This section of the Semitic narrative closes with the picture of the gods weeping with her, sitting bowed down with their lips pressed together. Gilg. Epic, XI, ll. 90 ff. In the Atrakhasis version, dated in the reign of Ammizaduga, Col. I, l. 5, contains a reference to the "cry" of men when Adad the Storm-god, slays them with his flood.

"Nor feared he the gloom of the rain-bearing Hyads Nor the rage of fierce Notus, a tyrant than whom No storm-god that rules o'er the broad Adriatic Is mightier its billows to rouse or to calm.

The energy, superhuman energy, of the thing is amazing: the storm throbs in the forest: one feels the pulse of the storm-god; the sforzando shocks and shrieks add to the terrific wildness of the scene.

He mounted a stone foot-bridge to look at it, when, of a sudden, the curtain of cloud shrouding Blencathra was torn aside, and its high ridge, razor-sharp, appeared spectrally white, a seat of the storm-god, in a far heaven. The livid lines of just-fallen snow, outlining the cliffs and ravines of the great mountain, stamped its majesty, visionlike, on the senses.

At last there came the day when the rising sun vanquished the sullen mists that had so persistently hugged the earth and all the world breathed in the glad fragrance of the morning and revelled in the light and warmth; and gave thanks for its deliverance from the clutches of Siluk, the Storm-God.

As the tramp of the legions when trumpets their challenge are sending, As the shout of the Storm-god when lightnings the black sky are rending, So is power! ay, the power that shall lie in the dust at its ending.

Only the storm-god differed from his brethren: he arose and followed his father, Rangi, and abode with him in the open spaces of the sky. This is the Maori story of the severing of the wedded Heaven and Earth. Now let us turn from New Zealand to Athens, as she was in the days of Pericles.
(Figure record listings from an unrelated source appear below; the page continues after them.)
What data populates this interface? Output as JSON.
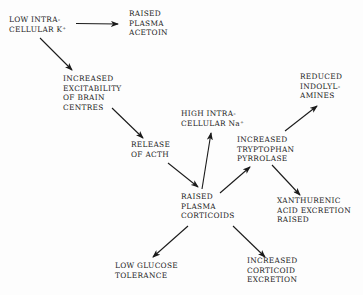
{
  "diagram": {
    "type": "flowchart",
    "nodes": [
      {
        "id": "low_k",
        "lines": [
          "LOW INTRA-",
          "CELLULAR K⁺"
        ]
      },
      {
        "id": "raised_acetoin",
        "lines": [
          "RAISED",
          "PLASMA",
          "ACETOIN"
        ]
      },
      {
        "id": "excitability",
        "lines": [
          "INCREASED",
          "EXCITABILITY",
          "OF BRAIN",
          "CENTRES"
        ]
      },
      {
        "id": "acth",
        "lines": [
          "RELEASE",
          "OF ACTH"
        ]
      },
      {
        "id": "high_na",
        "lines": [
          "HIGH INTRA-",
          "CELLULAR Na⁺"
        ]
      },
      {
        "id": "tryptophan",
        "lines": [
          "INCREASED",
          "TRYPTOPHAN",
          "PYRROLASE"
        ]
      },
      {
        "id": "indolylamines",
        "lines": [
          "REDUCED",
          "INDOLYL-",
          "AMINES"
        ]
      },
      {
        "id": "corticoids",
        "lines": [
          "RAISED",
          "PLASMA",
          "CORTICOIDS"
        ]
      },
      {
        "id": "xanthurenic",
        "lines": [
          "XANTHURENIC",
          "ACID EXCRETION",
          "RAISED"
        ]
      },
      {
        "id": "glucose",
        "lines": [
          "LOW GLUCOSE",
          "TOLERANCE"
        ]
      },
      {
        "id": "corticoid_excretion",
        "lines": [
          "INCREASED",
          "CORTICOID",
          "EXCRETION"
        ]
      }
    ],
    "edges": [
      {
        "from": "low_k",
        "to": "raised_acetoin"
      },
      {
        "from": "low_k",
        "to": "excitability"
      },
      {
        "from": "excitability",
        "to": "acth"
      },
      {
        "from": "acth",
        "to": "corticoids"
      },
      {
        "from": "corticoids",
        "to": "high_na"
      },
      {
        "from": "corticoids",
        "to": "tryptophan"
      },
      {
        "from": "tryptophan",
        "to": "indolylamines"
      },
      {
        "from": "tryptophan",
        "to": "xanthurenic"
      },
      {
        "from": "corticoids",
        "to": "glucose"
      },
      {
        "from": "corticoids",
        "to": "corticoid_excretion"
      }
    ],
    "colors": {
      "ink": "#1a1a1a",
      "background": "#fdfdfd"
    }
  }
}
For at early dawn a black cloud came up from the horizon, Adad the Storm-god thundering in its midst, and his heralds, Nabû and Sharru, flying over mountain and plain.

Siluk, the Storm-God, had plunged a knife into the heart of the heavens; no wonder the skies wept for months and months while the earth, wrapped in a dark pall of clinging mists also mourned, with streams and rivulets, like gushing tears, cutting deep furrows into its face. Warruk knew nothing of all this.